Monday, October 15, 2012

the last book I ever read (Twilight of the Elites, excerpt seven)



from Twilight of the Elites: America After Meritocracy by Christopher Hayes:

The most vexing and incomprehensible aspect of the Catholic Church abuse scandal isn't the fact that there were priests who were pedophiles: any sufficiently large pool of men will contain a certain number of perverts and predators. Nor was it necessarily that the Church attempted to cover up the crimes committed by its representatives: an ancient and deep-pocketed institution will act ruthlessly to preserve its reputation and legal sovereignty at all costs.

But what is nearly impossible to understand is why Church authorities kept putting priests they knew to be child abusers in positions where they could prey on more children. Why not just exile the pedophiles somewhere away from children permanently? Or quietly kick them out of the priesthood and disown the scandal? "Not only did they cover up sexual abuse," says SNAP founder Barbara Blaine, "but they transferred the predators. It wasn't just allowing it to go on: they fostered the crime so that the predators could have access to more kids."

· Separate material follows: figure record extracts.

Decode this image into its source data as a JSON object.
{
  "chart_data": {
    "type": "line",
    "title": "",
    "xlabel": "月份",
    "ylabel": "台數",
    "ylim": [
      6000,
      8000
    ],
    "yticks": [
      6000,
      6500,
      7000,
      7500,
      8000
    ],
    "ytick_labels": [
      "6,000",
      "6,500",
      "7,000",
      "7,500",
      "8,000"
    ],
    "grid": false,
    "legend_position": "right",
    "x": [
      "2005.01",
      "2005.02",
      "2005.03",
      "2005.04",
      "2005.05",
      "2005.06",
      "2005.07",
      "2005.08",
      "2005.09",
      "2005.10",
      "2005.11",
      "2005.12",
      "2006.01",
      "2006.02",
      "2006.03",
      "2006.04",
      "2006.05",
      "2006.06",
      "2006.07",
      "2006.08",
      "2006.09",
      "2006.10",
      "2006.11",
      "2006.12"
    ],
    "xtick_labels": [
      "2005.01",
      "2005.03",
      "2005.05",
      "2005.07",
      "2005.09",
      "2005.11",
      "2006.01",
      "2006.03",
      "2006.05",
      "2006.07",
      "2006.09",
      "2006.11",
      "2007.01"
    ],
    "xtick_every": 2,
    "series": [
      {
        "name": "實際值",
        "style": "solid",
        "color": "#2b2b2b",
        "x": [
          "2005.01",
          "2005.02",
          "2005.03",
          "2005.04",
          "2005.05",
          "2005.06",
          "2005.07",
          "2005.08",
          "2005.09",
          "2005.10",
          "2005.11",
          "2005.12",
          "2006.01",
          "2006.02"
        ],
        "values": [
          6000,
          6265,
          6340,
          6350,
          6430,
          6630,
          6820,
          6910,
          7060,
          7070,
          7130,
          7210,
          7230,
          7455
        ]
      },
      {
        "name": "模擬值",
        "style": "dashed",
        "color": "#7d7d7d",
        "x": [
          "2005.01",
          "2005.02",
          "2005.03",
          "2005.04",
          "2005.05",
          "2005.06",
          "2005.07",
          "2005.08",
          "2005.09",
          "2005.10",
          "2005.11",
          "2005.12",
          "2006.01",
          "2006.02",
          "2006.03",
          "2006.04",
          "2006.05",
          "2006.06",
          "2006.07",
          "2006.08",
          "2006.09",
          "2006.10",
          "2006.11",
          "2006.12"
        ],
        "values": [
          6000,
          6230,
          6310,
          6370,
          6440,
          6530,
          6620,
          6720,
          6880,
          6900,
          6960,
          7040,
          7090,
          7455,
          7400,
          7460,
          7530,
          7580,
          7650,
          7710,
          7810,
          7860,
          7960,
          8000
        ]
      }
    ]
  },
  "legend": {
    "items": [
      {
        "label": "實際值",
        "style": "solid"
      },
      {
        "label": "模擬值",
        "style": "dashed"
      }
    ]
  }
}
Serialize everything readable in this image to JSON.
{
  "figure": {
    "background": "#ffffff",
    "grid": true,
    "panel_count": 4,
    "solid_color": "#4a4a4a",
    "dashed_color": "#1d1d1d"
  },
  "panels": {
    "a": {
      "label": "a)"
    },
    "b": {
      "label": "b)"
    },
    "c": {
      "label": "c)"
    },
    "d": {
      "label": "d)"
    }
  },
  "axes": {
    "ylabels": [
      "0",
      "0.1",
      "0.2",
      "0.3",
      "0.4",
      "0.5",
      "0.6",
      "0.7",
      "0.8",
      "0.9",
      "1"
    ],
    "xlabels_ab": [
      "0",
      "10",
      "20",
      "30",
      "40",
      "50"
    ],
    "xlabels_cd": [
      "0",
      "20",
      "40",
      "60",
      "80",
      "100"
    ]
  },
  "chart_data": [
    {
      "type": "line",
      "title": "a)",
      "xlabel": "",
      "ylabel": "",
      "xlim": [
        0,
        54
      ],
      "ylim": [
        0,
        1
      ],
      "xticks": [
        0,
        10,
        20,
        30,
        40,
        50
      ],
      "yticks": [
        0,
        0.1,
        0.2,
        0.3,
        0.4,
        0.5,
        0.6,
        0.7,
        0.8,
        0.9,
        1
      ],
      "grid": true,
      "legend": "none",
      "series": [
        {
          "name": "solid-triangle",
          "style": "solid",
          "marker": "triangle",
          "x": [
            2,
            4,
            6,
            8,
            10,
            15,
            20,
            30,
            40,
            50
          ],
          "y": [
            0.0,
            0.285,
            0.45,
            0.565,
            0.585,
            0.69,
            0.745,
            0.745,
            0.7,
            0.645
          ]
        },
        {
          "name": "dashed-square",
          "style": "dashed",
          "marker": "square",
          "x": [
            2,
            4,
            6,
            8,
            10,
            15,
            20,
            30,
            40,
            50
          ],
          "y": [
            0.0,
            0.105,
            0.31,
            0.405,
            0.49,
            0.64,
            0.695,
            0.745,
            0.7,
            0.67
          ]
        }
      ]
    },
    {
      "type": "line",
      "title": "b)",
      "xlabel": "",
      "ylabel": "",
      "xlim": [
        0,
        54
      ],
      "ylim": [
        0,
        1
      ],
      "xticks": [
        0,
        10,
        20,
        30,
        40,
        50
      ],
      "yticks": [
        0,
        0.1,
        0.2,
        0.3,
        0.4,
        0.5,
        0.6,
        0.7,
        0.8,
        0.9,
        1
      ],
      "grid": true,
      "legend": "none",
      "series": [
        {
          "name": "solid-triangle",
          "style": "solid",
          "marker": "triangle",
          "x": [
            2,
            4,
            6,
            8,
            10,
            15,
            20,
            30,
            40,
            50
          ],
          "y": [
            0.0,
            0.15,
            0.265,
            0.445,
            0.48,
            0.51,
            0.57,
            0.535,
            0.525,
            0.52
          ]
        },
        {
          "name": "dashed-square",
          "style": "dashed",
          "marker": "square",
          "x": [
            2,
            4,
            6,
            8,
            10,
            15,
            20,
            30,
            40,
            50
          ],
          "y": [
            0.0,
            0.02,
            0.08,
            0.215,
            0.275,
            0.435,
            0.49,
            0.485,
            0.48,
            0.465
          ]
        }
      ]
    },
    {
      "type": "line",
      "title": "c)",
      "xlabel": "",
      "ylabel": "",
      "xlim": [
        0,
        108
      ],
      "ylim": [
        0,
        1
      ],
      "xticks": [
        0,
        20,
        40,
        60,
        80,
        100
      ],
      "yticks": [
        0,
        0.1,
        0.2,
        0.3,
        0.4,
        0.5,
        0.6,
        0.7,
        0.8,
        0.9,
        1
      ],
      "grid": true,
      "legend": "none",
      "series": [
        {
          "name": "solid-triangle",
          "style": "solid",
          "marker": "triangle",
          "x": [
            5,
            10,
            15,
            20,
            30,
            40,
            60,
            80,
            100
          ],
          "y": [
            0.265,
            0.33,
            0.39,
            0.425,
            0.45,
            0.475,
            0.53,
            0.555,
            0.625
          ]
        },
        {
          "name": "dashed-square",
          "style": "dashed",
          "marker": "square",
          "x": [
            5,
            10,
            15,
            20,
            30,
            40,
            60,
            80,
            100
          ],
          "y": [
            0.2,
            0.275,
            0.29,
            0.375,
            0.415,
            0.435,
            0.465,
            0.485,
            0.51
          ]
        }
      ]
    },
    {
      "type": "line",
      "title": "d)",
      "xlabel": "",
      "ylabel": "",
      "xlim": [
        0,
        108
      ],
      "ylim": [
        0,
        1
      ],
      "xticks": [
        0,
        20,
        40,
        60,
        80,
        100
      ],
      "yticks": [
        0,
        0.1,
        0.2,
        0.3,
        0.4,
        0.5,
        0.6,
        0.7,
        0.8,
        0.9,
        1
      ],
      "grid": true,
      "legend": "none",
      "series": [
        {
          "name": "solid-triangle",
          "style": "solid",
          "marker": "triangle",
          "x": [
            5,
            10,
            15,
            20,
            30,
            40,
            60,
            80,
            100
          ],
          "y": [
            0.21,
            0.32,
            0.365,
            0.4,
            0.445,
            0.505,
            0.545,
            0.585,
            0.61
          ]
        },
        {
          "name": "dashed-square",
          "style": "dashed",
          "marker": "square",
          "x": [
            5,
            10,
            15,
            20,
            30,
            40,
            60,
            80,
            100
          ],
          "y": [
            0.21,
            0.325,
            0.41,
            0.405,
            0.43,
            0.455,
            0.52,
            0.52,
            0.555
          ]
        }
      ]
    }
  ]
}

The most comprehensive study of priest abuse found that 3.5 percent of priests accused of sexual abuse had allegedly molested more than ten victims. This tiny group of repeat offenders make up a staggering 26 percent of the allegations against Catholic priests. What this means is that hundreds, possibly thousands of children could have been saved from abuse if the most incorrigible serial offenders had simply been exiled to posts in which children were not present. Why didn't the cardinals and bishops take this obvious step?

The short answer is social distance. What you find time and time again in church documents is that when a bishop, cardinal, or fellow priest was confronted with an abused child and abuser priest, he extended unfathomable compassion toward his fellow man of the cloth, generating a laundry list of excuses or exculpatory details, while treating the victim with stony officiousness.